I would miss those women more than those that I went to bed with. I am sitting now at my reserved table in the pub trying to write something intelligent, holding my sweating neck under the big fan.
*
It looked like my whole week has glided in sweat. Then to my surprise I saw the beautiful old woman entering the pub. Her face skin was a mix of pink and sun tan, due to I presume of her embarrassment to see me there and also her amusement.
She’d sit at her table and place her head under the big fan that ran on the other side of the pub and give me a stare. I knew what she was doing and intentionally I wouldn’t turn my head to look at her.
“Thank you for being discreet” she shouted once. “Thank you kindly”.
Next day she came to the pub very early morning. She wore under her embroidered leather jacket a pink blouse that matched her pink cheeks and her pale pink shorts.
That day she sat on the other side of the bar. The waitress brought my coffee and whispered in my ear: “The woman that sits over there told me that she saw a man following her. She is afraid to go home alone” she mentioned.
I went out of the pub and to my surprise I saw a man that was looking intensely inside the pub, trying with his hand to protect his eyes from the blazing sunlight.
He shook his head as he saw me. As I tried to approach him he ran dry and fast as he could.
The old woman was waiting for me behind the entrance door of the pub: “I wonder if he wasn’t my ex-husband” she said. “I got a restriction order against him twenty years ago. Love is blind to the law, you know… Husbands are better stocker than strangers… Though you never know…”
“I am sorry I talked to you about my private life” she said before going back to her table.
*
Today the old woman is sitting at a table next to the window, five feet further from my table, her head bent, eating in a hurry her usual dish - salad and omelet - with her hair hanging down like a round curtain around her plate.
She is wearing the same leather jacket, painted thin white stripes mixed with red dots and blue stars imitating in an abstract manner the American flag. The waitress told me what was her name and then more: “She was a famous actress; a very beautiful woman; more beautiful than Liz Taylor: her name was Venice Chamberlain…” She even mentioned that she lived two blocks north from the pub. “If you walk by you could see her singing and dancing. People think she is nuts…”
Until yesterday it seems I was the only one who’d be tolerated to sit at a table in the pub for a whole day and pay a few dollars for a coffee and a glass of water.

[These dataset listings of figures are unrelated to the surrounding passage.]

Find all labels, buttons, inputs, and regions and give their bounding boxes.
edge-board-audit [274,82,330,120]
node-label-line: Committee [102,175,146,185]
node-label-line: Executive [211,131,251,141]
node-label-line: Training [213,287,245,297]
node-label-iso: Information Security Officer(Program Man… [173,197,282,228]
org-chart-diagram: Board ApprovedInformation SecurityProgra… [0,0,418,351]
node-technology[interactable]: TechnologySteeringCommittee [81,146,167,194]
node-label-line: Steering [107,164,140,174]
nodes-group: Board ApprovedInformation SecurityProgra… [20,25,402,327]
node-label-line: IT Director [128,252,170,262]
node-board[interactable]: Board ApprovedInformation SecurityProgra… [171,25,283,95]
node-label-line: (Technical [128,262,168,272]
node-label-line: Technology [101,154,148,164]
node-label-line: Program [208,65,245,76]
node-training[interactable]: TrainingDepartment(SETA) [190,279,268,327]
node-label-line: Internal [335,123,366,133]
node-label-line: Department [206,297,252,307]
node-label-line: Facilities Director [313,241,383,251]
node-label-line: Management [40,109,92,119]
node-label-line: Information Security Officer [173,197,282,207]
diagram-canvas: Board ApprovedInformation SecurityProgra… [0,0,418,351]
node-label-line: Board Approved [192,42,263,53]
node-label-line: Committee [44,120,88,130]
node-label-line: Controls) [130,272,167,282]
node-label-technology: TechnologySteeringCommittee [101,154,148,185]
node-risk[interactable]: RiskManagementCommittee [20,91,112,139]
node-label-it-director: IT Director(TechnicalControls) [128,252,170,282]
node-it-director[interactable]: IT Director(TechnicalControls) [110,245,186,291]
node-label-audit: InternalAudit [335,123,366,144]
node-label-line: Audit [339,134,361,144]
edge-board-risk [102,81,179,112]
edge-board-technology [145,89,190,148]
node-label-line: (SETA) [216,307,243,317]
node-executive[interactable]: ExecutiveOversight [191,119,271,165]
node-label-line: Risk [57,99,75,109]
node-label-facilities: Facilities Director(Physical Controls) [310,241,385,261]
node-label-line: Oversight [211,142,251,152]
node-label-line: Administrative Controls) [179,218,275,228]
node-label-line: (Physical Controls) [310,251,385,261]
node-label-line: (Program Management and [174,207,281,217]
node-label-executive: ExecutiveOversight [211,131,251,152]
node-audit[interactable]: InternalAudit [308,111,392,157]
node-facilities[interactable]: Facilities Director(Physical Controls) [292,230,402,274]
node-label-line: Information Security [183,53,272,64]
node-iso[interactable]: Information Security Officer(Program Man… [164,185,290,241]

All waitresses knew that I was a writer and that I got permission to sit in the pub as long as I wanted.
If you take a table next to the window and watch the street for a long time you could see sort of all kind of men and women passing by. I liked to watch them: men and women at all stages of life and illness. They’d all move in a hurry to fulfill their destiny.
Sometimes when I wouldn’t have any desire to write I just sat at my table and watch the street making some small unintelligible notes on my notebook like this one: “Next time you are going to dream try not to feel hungry. If you are hungry who’ll be there to boil an egg for you – three minutes boil - and help you eat it with fresh ground pepper and sea salt?” or the next one: “One’s dreams are made out desires and fears. Don’t just get stuck in a dream that looks bad. Try to get out of it. The easiest way to get out of dream which is bad is to call me. I think it should be a discipline in the high school curriculum called “How to dream well or to avoid dreaming bad dreams altogether”.
*
The waitress would pass by, replenish my glass with icy water and smile.
I saw today the old woman dressed in red, red purse to match it, her hands holding a sticky sugar cotton stick.